Pros as US Envoys

MALCOLM TOON, former US ambassador to the Soviet Union and Israel, once met a US Navy admiral who said that when he retired he wanted to become an ambassador. Mr. Toon shot back that when he retired he would like to command an aircraft carrier. Toon's analogy is apt, particularly in the shifting world of the 1990s - with its challenges created by instant communication, political instability, changing East-West relations, trade wars, and declining American preeminence. America can no longer afford to have second-rate ambassadors - men and women of dubious diplomatic qualifications.

However, the admiral's idea of ambassadorships as cushy, dinner-party jobs for a black-tie set of political appointees is too often the reality. A new Library of Congress study lays out what many already know: Plum jobs in places like Western Europe - nonhardship posts - are given as political spoils to those who have provided significant money or help to the president's election campaign. Not since the Kennedy administration have more noncareer ambassadors been posted. Of the 20 top spots in Europe, 14

are noncareer - as opposed to the 103 hardship posts, in which only one noncareer ambassador (in China) is chief of mission.

Not that all US envoys should be elite foreign-service specialists. Certainly noncareer diplomats can contribute well. Ambassadors such as Arthur Burns, Clare Booth Luce, and Edwin Reischauer have set a standard.

Yet it is a standard few big-dollar campaign contributors meet. Speaking of appointees, former Sen. Rudy Boschwitz says that personal wealth is "a sign of considerable achievement." Perhaps so. But it doesn't necessarily qualify one to represent, advance, and protect the interests of the US in sensitive foreign posts.

Defenders of the current system say political appointees, as friends of the president, have "direct access" to him and that they can carry out the president's policies in a way careerists can't. Yet few ambassadors can actually get through to the Oval Office. History also shows that amateur diplomats, often subject to flattery or lacking in-depth knowledge, are more likely to be manipulated than careerists.

It is time ambassadorships ceased to be political favors. Tougher criteria, those of merit alone, should be applied - perhaps by an advisory panel made up of partisan and nonpartisan members. The Foreign Service Act of 1980 sets standards.

In a changing world, the US shouldn't shortchange itself. The appointment of Raymond Seitz as the first-ever career diplomat to be US ambassador to Britain is promising.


» **TASK STATEMENT**: Leave out every picture, and restate word for word only the lines from the one containing "Identify the location of span: Take" through the end of the material.

» **RECORDS FOR THIS EXERCISE**:
++++++++++++++++++++

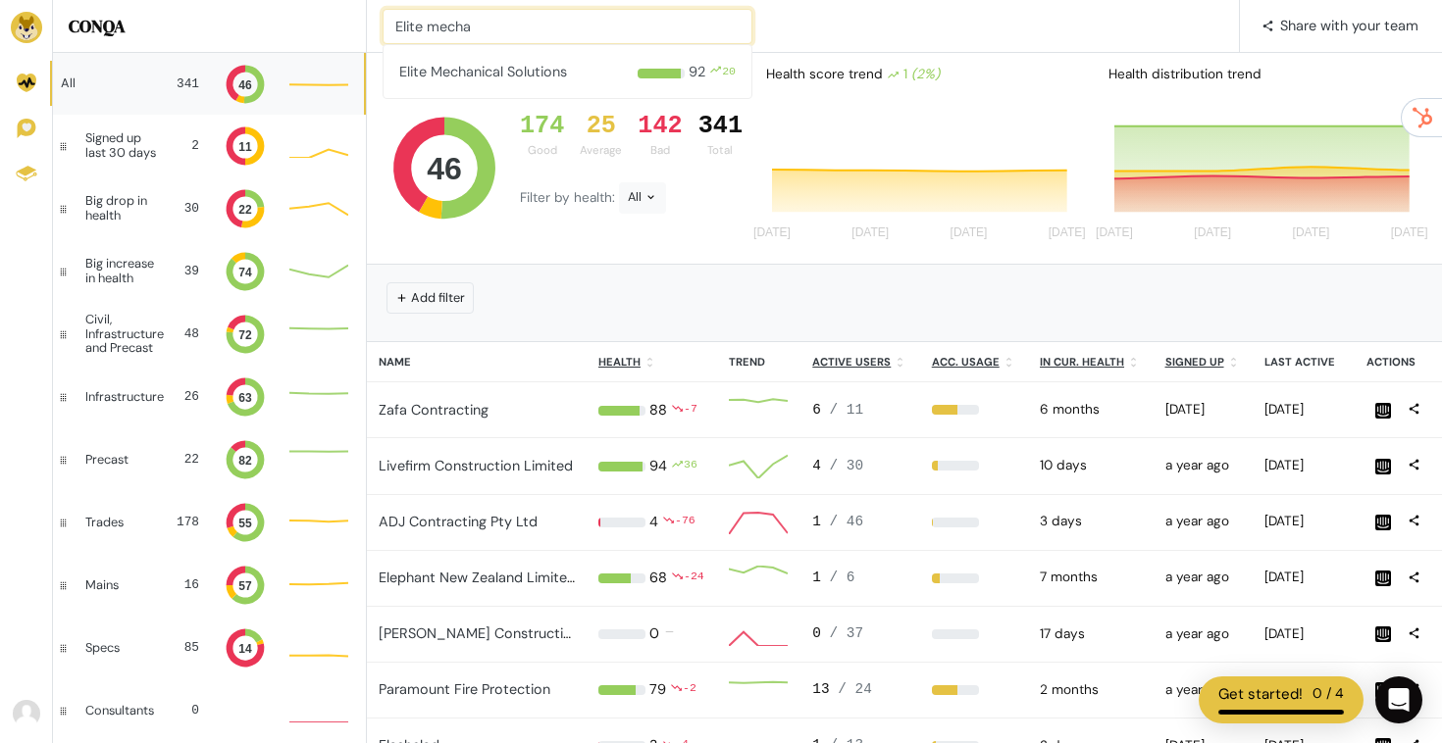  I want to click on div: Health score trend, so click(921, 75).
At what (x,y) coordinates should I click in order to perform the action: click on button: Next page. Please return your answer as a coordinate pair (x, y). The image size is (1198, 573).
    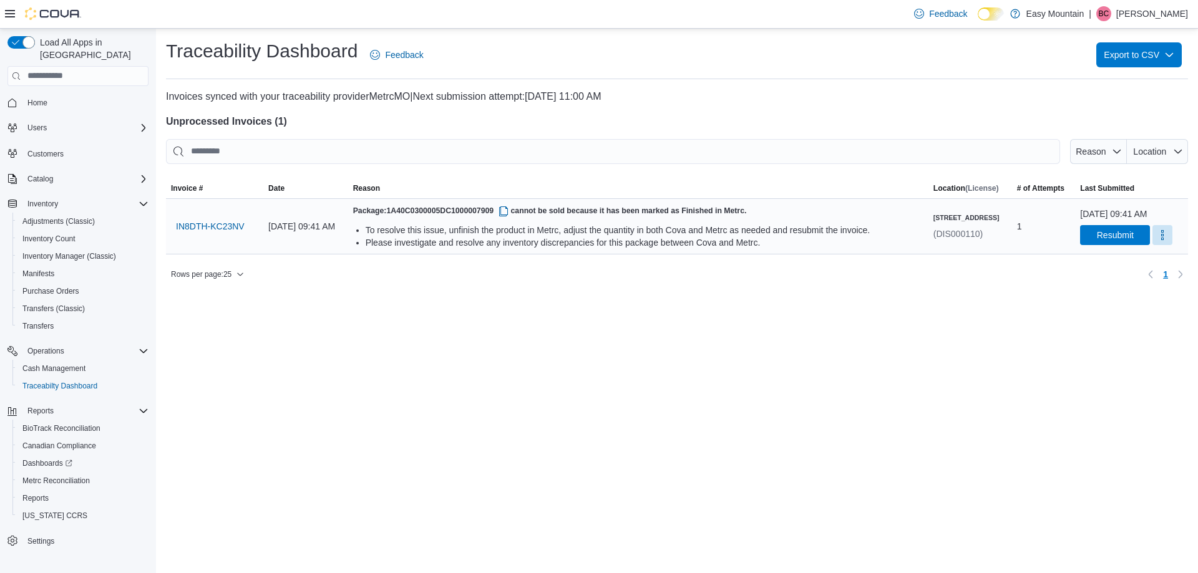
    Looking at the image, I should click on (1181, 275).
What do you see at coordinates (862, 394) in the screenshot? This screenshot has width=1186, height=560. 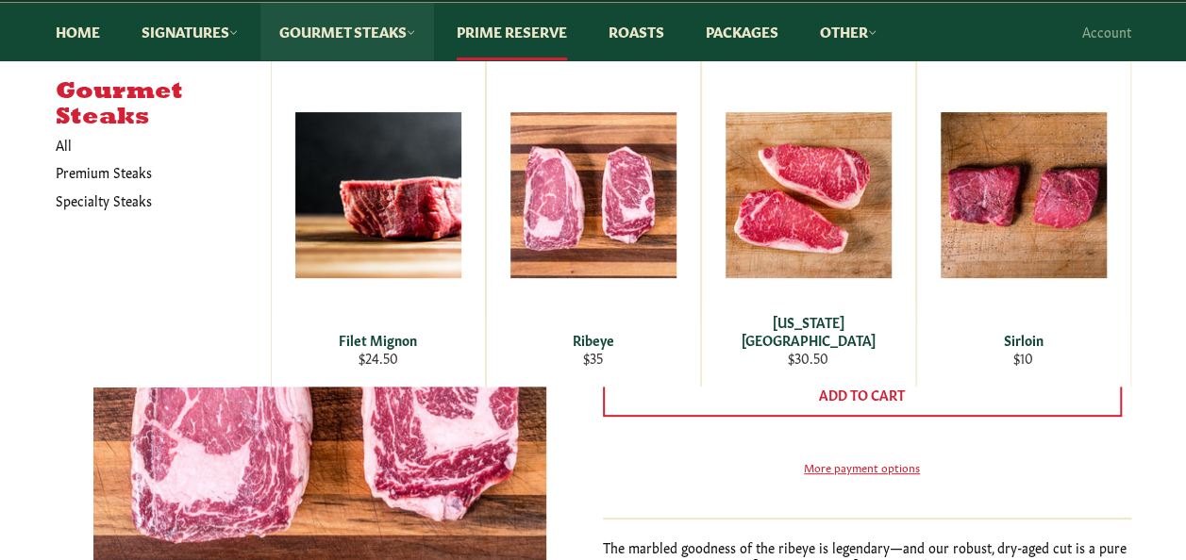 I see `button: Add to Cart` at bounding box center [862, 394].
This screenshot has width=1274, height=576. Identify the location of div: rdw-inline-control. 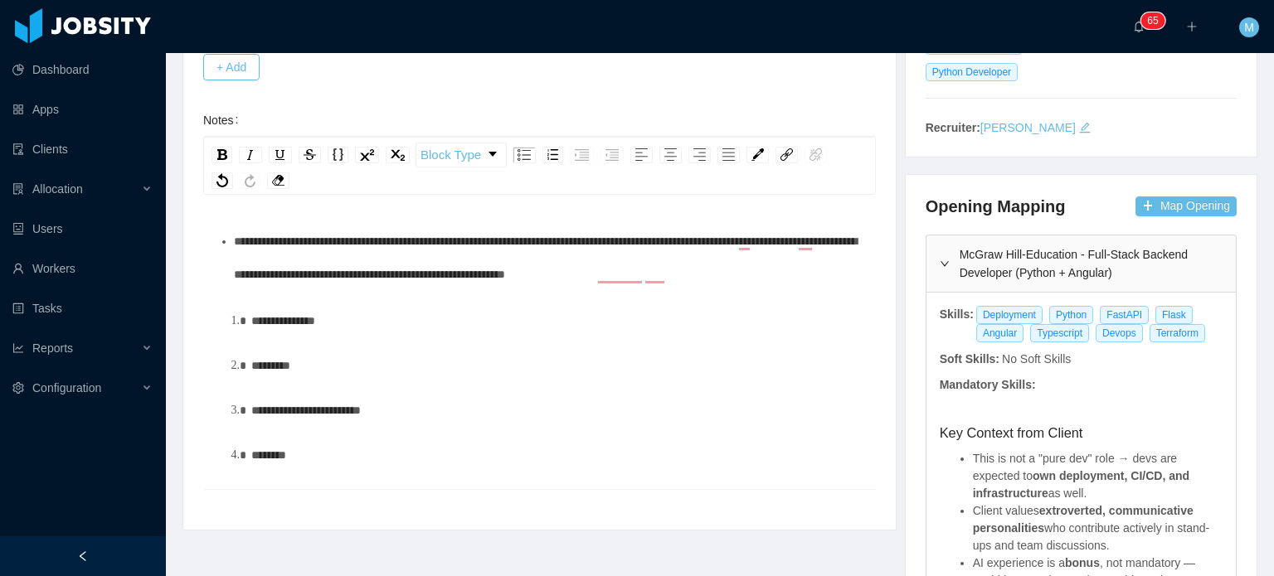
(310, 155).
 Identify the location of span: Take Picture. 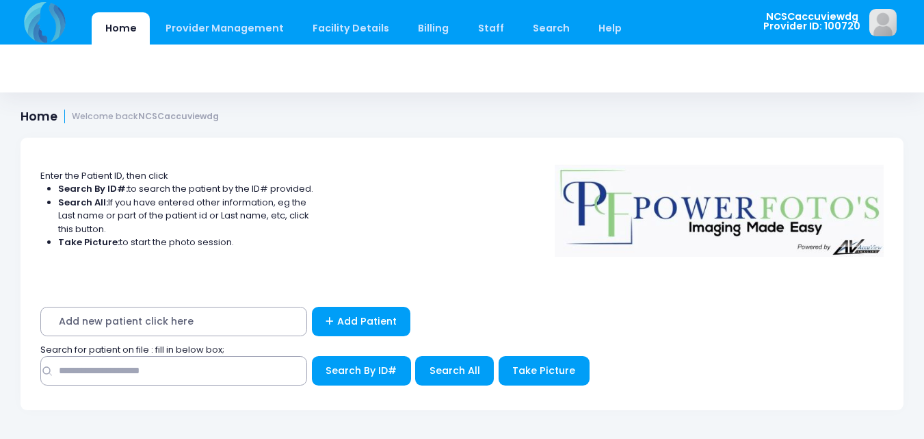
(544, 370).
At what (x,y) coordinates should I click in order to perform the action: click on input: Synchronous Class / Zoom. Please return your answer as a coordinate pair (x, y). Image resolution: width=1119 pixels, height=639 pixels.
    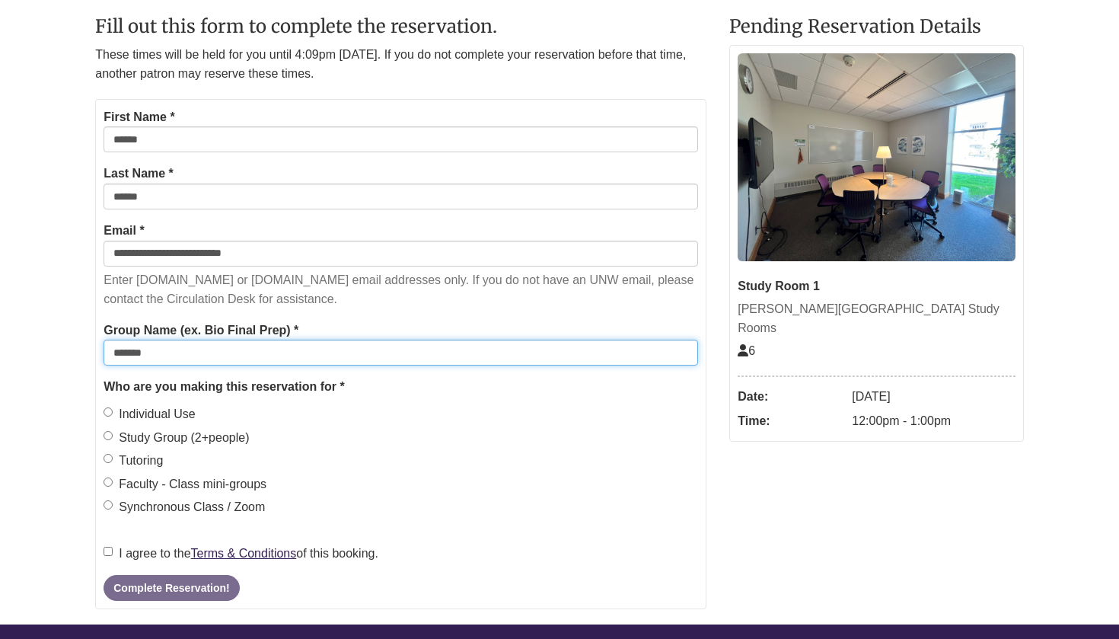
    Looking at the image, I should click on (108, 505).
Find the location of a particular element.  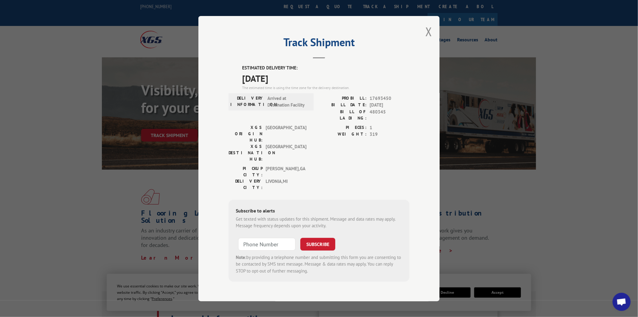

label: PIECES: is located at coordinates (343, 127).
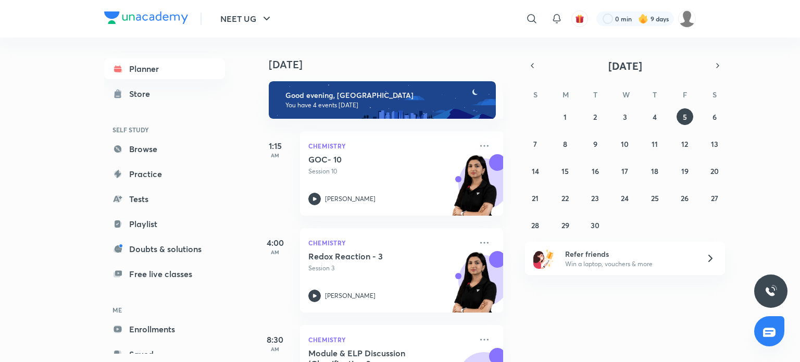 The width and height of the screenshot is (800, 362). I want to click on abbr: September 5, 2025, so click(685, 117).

++++++++++++++++++++

» **RESPONSE FOR THIS EXERCISE**:
 Identify the location of span: Take Picture. 
(544, 370).
At what (x,y) coordinates should I click in order to perform the action: click on input: Synchronous Class / Zoom. Please return your answer as a coordinate pair (x, y). Image resolution: width=1119 pixels, height=639 pixels.
    Looking at the image, I should click on (108, 505).
Find the location of a particular element.  

label: PIECES: is located at coordinates (343, 127).
 The width and height of the screenshot is (800, 362). I want to click on abbr: September 5, 2025, so click(685, 117).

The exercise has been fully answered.